Texas and Mississippi: Dropping the Masks
Texas and Mississippi governors announced yesterday that the mask mandates were going to end: Mississippi today and Texas March 10. Texas is also going to open business up 100%. In regards to the masks, I don’t think that is a good idea and in regards to businesses, it’s a damn if you do and damn if you don’t. There is no easy solution for people sustaining themselves during this pandemic.
The masks, though, we can still keep the mask mandates. They are not killing us; the coronavirus is killing us.
Let’s look at how Texas has been faring lately with the coronavirus.
The case counts come from Wikipedia and hospitalization and deaths come from Covid Tracking Project.
The section with bars colored in pink represents the week of that polar vortex sending Texas into a crisis of failing power and its knock on effects of lack of water and food. A total failure of the free market system in the energy sector. The dip in case counts and death counts is just reflecting Texas in survival mode. No power means an inability to transmit data for reporting purposes. The numbers went back up probably to catch up in the reporting.
The case counts have dropped significantly but they are not at the lows as in September after the summer surge – not quite yet. Hospitalization and deaths are still higher than the levels seen in September/October. Texas hasn’t reset to the base level before the fall surge and now we must deal with the new variants that are supposed to be way more contagious. Texas has some UK variant (at about 101 cases), and while not the worst, Texas places 7th in the number of UK variants. I would think the state would want to be at levels before the fall surge began before doing away with the mask mandate. During the summer and into the fall, I believe Texas was under the mask mandate, even at case levels below today’s level so I don’t understand why the governor would drop the mask mandate.
I won’t talk about opening businesses up 100% because there is just no optimal solution.
But I will say that the elimination of the coronavirus rules feel like hand waving to distract the attention from the abysmal failure of their energy system. Instead of focusing attention on their problem with their free market energy system, the politicians are focusing on the “good news” that their numbers have dramatically fallen, so everyone can go about their business, just like before the pandemic.

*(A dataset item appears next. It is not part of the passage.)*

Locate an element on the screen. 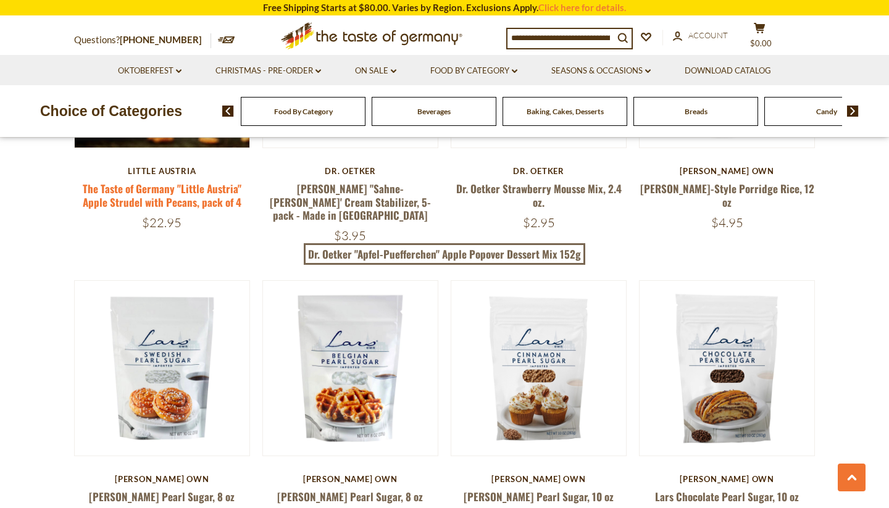  a: Click here for details. is located at coordinates (582, 7).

Next week I’ll take another snapshot of the Texas statistics and then we’ll see what happens. Hopefully the people of Texas will be smarter (but if they have voted in Ken Paxton again even under the optics of seeming corruption or voted in Ted Cruz even after his nihilistic behavior during federal budgeting or debt level negotiations, then I don’t have much faith in Texas’ citizens).
Let’s look at Mississippi.
Again, the pink bars represent the week of the polar vortex. Mississippi was not reported to have the same level of problems during that winter event but the case counts and death counts did dip during that week and they appear to have gone back up slightly. That seems to be a rebound from the effect of that week.
The cases and the death counts seem to be almost at the level of September/October before its own fall surge. Hospitalization seem to have gone down to the level before fall. Maybe Mississippi is in a better position than Texas, but with the new contagious variants, do we really want them to risk with the elimination of the mask mandate?
I just looked at the number of new variants in Mississippi and that state has only 1 so it appears they are in a better position in regards to the new variants.
I don’t know. I’ll have to see how the numbers transpire as time goes by. Maybe the fears about the new variants are overblown; however, UK was hurting badly until the country instituted a lockdown – I believe it was a full blown lockdown. That is not something Texas or Mississippi want to do.
And the last thing, here are some maps which give a bird’s eye view of the statistics. These data come from the John Hopkins University as noted in the Sources of Data box listed above.
Although it is a larger state, Texas really stands out.